People who say the Los Angeles Dodgers are ruining baseball are usually the same people who can’t stand the idea of them having a stacked roster.
With big names such as Blake Snell, Freddie Freeman, Mookie Betts, and arguably the face of baseball, Shohei Ohtani, it’s easy for fans to think that the Dodgers are buying their wins.
Let’s look at the facts.
Out of the top 10 teams with the highest payrolls entering the 2025 season, four failed to make the postseason: The New York Mets, Texas Rangers, Houston Astros and Atlanta Braves, according to USA Today and MLB.com.
That’s not all. Five of the bottom 14 teams with the lowest payroll made the postseason: The Detroit Tigers, Seattle Mariners, Milwaukee Brewers and Cleveland Guardians, according to those same sources.
So, is payroll really what matters or is it how you use it?
Two current Dodgers pitchers, Snell and Tyler Glasnow, previously played for the Tampa Bay Rays. Both are high-caliber arms that the Rays chose not to pay long-term.
The Dodgers needed help to bolster their starting rotation during the 2023 offseason.
At the time, the Rays were unwilling to keep Glasnow and instead looked to move away from his contract.
As a result, the Dodgers acquired him in a trade and immediately signed him to a five-year $136.5 million contract, according to MLB.com.
Snell was traded to the San Diego Padres in 2020 after the Rays wanted to free up some salary space and help build for their future, according to MLB Trade Rumors.
After stints with the Padres and the San Francisco Giants, he ended up signing with the Dodgers during the 2024 offseason, according to MLB.com.
The starting point of all of this comes down to one thing: The Rays were not willing to pay Snell the money that he deserved.
Let’s also not forget the dynasty that the New York Yankees had in the 90s up until 2000.
The Yankees won four World Series championships from 1996 to 2000, three of which came consecutively from 1998 to 2000, according to ESPN.
In the span during which the Yankees won those three consecutive titles, they ranked second in payroll in 1998 and first from 1999 to 2000, according to stevetheump.com.
But times have changed from then to now because you never hear anybody talk about how the Yankees were “ruining baseball” or “buying wins.”
Instead, fans and teams realized that you just have to find a way to beat them.
That’s ultimately what the Arizona Diamondbacks did in 2001, when they beat the Yankees in the World Series, according to Baseball Reference.
From there, the Yankees didn’t win another World Series title until 2009, according to The Enterprise.
This shows that until a team finds a way to get the best of the Dodgers in the postseason, they will still reign victorious.
In the words of broadcaster Joe Davis as the Dodgers secured the final out to win back-to-back World Series titles: “To beat the champ, you gotta knock ‘em out.”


**INSTRUCTIONS TO FOLLOW:** In the data below, find each line containing the string "value" and return it.

**STUDY MATERIAL:**
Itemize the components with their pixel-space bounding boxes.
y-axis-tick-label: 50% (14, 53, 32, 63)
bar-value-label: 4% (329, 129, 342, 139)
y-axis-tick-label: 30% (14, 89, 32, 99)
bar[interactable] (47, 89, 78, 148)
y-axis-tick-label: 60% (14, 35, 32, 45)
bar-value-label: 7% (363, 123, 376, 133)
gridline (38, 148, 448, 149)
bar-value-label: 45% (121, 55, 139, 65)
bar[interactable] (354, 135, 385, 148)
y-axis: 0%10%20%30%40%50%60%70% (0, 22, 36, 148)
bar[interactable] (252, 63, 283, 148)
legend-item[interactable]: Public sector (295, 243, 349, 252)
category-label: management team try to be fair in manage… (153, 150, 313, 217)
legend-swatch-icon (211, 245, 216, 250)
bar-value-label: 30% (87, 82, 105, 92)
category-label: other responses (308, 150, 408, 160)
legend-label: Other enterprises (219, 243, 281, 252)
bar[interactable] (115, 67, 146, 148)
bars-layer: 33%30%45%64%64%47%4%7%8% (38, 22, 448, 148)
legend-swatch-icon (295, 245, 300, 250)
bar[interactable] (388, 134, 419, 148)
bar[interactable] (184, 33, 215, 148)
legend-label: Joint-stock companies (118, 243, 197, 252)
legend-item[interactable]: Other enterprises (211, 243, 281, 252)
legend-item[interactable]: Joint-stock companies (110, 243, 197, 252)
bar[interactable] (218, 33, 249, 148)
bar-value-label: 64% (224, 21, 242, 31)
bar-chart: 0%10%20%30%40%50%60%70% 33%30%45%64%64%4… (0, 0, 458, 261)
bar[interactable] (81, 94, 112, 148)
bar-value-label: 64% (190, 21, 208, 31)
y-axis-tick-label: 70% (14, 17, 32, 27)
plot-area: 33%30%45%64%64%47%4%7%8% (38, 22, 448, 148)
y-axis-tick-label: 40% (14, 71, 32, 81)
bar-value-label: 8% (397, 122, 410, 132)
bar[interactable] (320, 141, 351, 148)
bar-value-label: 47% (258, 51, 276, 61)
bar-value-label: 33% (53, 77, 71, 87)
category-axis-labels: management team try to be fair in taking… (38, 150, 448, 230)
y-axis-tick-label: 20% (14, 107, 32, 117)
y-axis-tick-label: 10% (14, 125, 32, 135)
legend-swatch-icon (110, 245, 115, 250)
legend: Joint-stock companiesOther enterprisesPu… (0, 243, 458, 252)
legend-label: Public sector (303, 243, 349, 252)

**EXERCISE SOLUTION:**
bar-value-label: 4% (329, 129, 342, 139)
bar-value-label: 7% (363, 123, 376, 133)
bar-value-label: 45% (121, 55, 139, 65)
bar-value-label: 30% (87, 82, 105, 92)
bar-value-label: 64% (224, 21, 242, 31)
bar-value-label: 64% (190, 21, 208, 31)
bar-value-label: 8% (397, 122, 410, 132)
bar-value-label: 47% (258, 51, 276, 61)
bar-value-label: 33% (53, 77, 71, 87)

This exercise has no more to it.